Enshittification is what happens when companies have to really start making money. They often lose money in the race to build up a strong userbase. Once they have that, they start ruining the experience by showing too many ads and/or charging for access. Facebook isn't going to invest in federation if it doesn't have a very solid plan, devised by a huge team of well-paid professionals, to protect and grow its profit margin. Anything they touch will enshittify eventually.

[–] blue_berry@lemmy.ca 1 points 11 months ago* (last edited 11 months ago) (1 children)

Mmmh, you could be right there.

Ok, but you have still the other competitors. And even if you count them out, there will always be instances that federate with Threads. That's how the Fediverse works. Yes you can do coordinated actions, but only to a point. For letting Threads enshitificate, you would need an air-tight wall from Threads to all other instances and that's not possible.

[–] electric_nan@lemmy.ml 3 points 11 months ago (1 children)

Yup, that is how it works, and how Facebook will exploit that openness. I only hope that more people will come around to my point of view and refuse to engage with hostile networks like Facebook.

[–] blue_berry@lemmy.ca 2 points 11 months ago

Ok, so we have come to a conclusion here. That's fine. What I'm not sure about is whether these two standpoints will complement each other in some way or work against each other in the future.

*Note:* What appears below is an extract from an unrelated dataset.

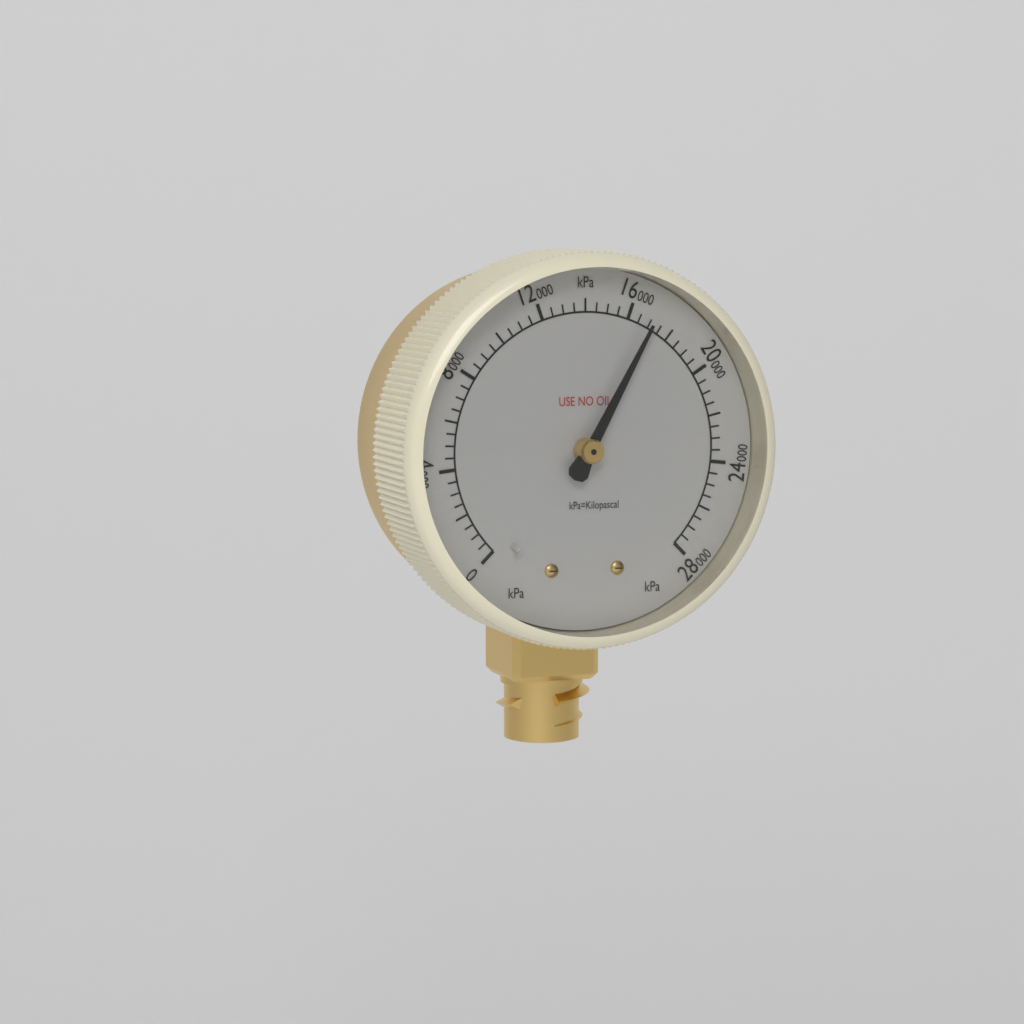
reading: 17000 kPa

I at least will take some interesting points away from this.

[–] blue_berry@lemmy.ca 1 points 11 months ago

We can either chose to drive and contribute to the change, or hide away from it and eventually get rolled over.

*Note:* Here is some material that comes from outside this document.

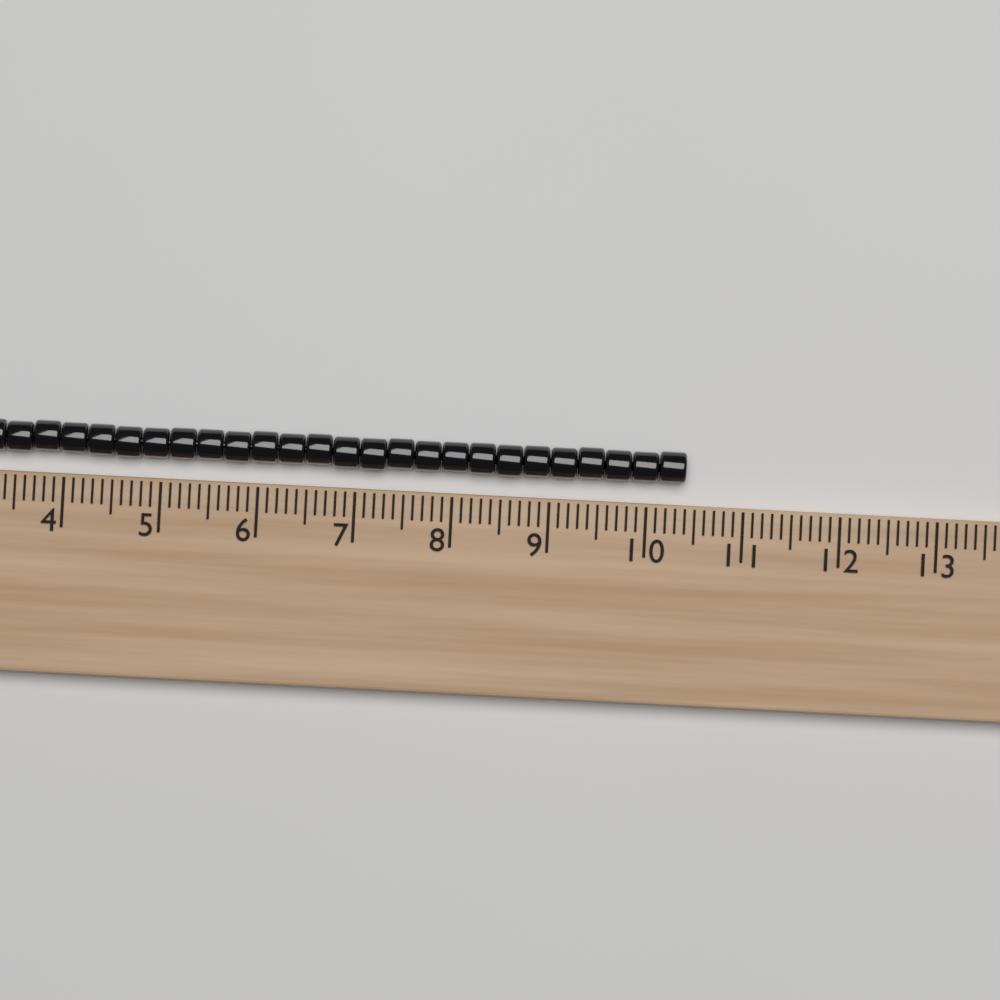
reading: 10.4 (no unit)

[–] lambalicious@lemmy.sdf.org 4 points 11 months ago (1 children)

From my perspective, a big bull is charging right at us. We can either jump on it, ride it and try to taim it; or get trampled dead by it.

It's already proven that it is a mistake to jump on the bull (or, for matter of analogy, the smart truck) and try to tame it. it's already engineered and moved by big money so that its controls will never be available to us. Smarter than trying to tame it (a useless fight) or leave ourselves be trampled by it (a useless sacrifice), we can simply jump aside.

[–] blue_berry@lemmy.ca 1 points 11 months ago (1 children)

Why is it proven? Also: isn't the whole Fediverse situation kind of unique?

[–] lambalicious@lemmy.sdf.org 1 points 11 months ago (1 children)

There's nothing unique to the current Fediverse situation. In the days of old people had their own web pages and web servers too, and we had protocols to announce changes to people too (hello? RSS? X-Headers?), we linked to each other as well (directories, webrings) and we had chat (IRC). Yet we still landed on CorpoNet.

In fact I'd surmise the current situation is worse. Whereas with the old ad tried protocols you could actually host a web server with content on a potato, or on an old beeper, nu-protocols tend to be quite resource hungry. I oft hear that people have to pay two bills for Mastodon: one for the web service and another one for the amont of storage and traffic that it generates; from what I hear Matrix is similarly heavy compared to, say, IRC or XMPP. Dunno if it's still true or not but I also recall that stuff like Lemmy depends on DNS, meaning you have to be able to buy your own domain and depend on that kind of central authority (wasn't the point of Fediverse stuff to be decentralized?). Rather recently a good amount of Lemmy servers were oopsied because one of the .tld authorities pulled the rug from under an entire top-level domain name.

[–] blue_berry@lemmy.ca 1 points 11 months ago

I meant unique in the size and numbers of users. I think at a certain point, you will lose some beginner-friendliness if you want it to scale.

Dunno if it’s still true or not but I also recall that stuff like Lemmy depends on DNS, meaning you have to be able to buy your own domain and depend on that kind of central authority (wasn’t the point of Fediverse stuff to be decentralized?)

Well, then you could just as well call the web itself not enough dezentralized. The Fediverse just builds on that.

Rather recently a good amount of Lemmy servers were oopsied because one of the .tld authorities pulled the rug from under an entire top-level domain name.